If you imagine the icy, desolate Arctic tundra, you might not picture living organisms hibernating underground. These creatures have been asleep for thousands of years, but now climate change might wake them up.

In addition to the slumbering creatures, the frozen Arctic soils store thirteen hundred trillion kilograms of carbon - that's about twice the amount already in the atmosphere. While the soils are frozen, the carbon stays where it belongs, underground. But as temperatures rise, that carbon can get released as CO 2 or methane greenhouse gases. As the soils release greenhouse gas, the temperatures rise even more in a climate change feedback loop.

People fighting climate change often overlook this enormous feedback loop because the organisms directly responsible for it are too small to see with the naked eye. Single-celled microorganisms wake up as the temperatures rise and start to eat the carbon that's been in the soil for milennia. The species that are awake while the soils are frozen eat and metabolize and release gas slowly. But the species that wake up when it gets hot eat, metabolize, and release gas fast. Right now, we don't know enough about the microorganisms to include them in climate models, which is a problem because we need those data to better predict climate scenarios in the next decades.

To provide the information about microorganisms and their digestive issues to climate scientists, our lab brought three foot long cores of soil from several sites across Alaska to Berkeley Lab.
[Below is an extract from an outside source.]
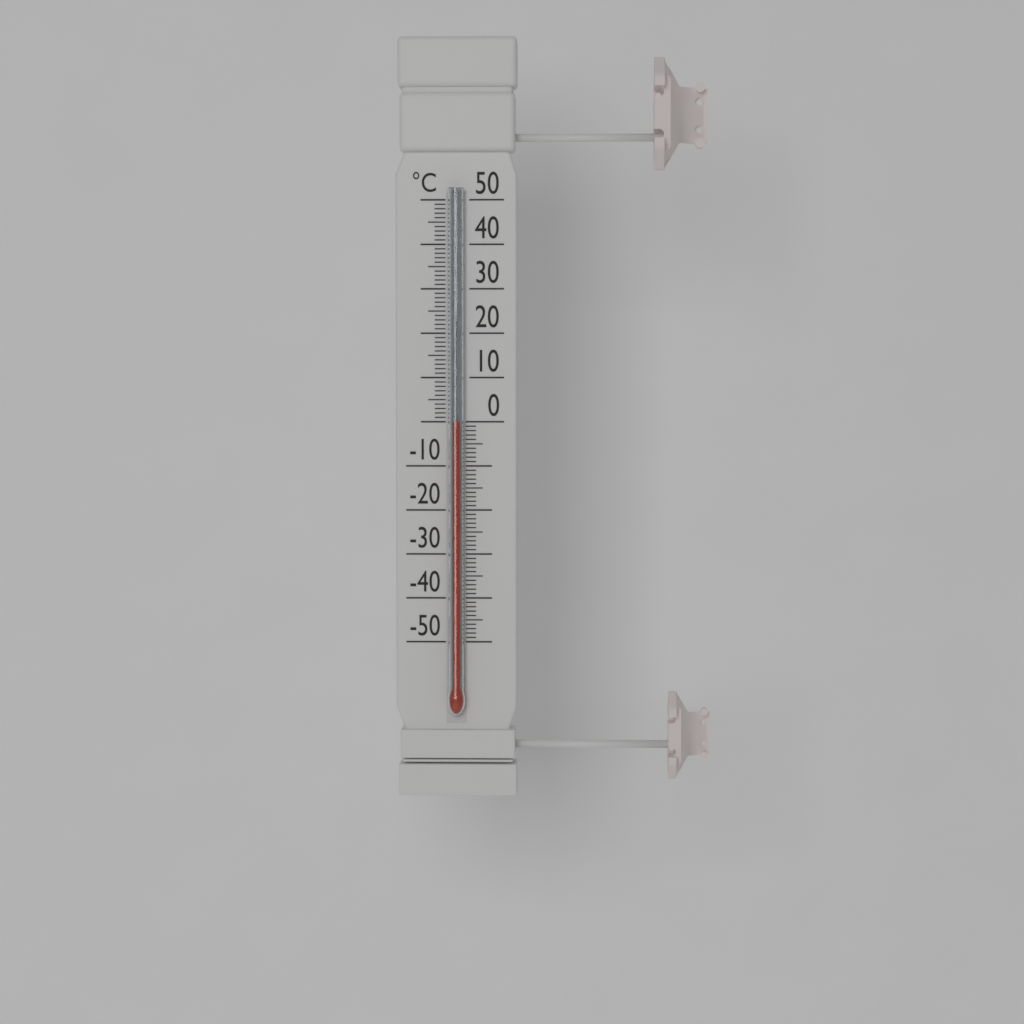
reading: 0 °C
We've hooked them up to many kinds of sensors to measure any differences in soil properties at the different locations. We're heating the cores up carefully to mimic natural thaw conditions and extracting the microorganisms, along with their DNA and the gas they release as the cores thaw. We're learning all sorts of things about the diversity and metabolism of these microscopic communities. Most importantly, we're trying to understand how to slow them down. If we can learn what lets the microorganisms keep sleeping, then scientists fighting climate change might be able to figure out how to keep more of that thirteen hundred trillion kilograms of carbon in the soil, where it belongs.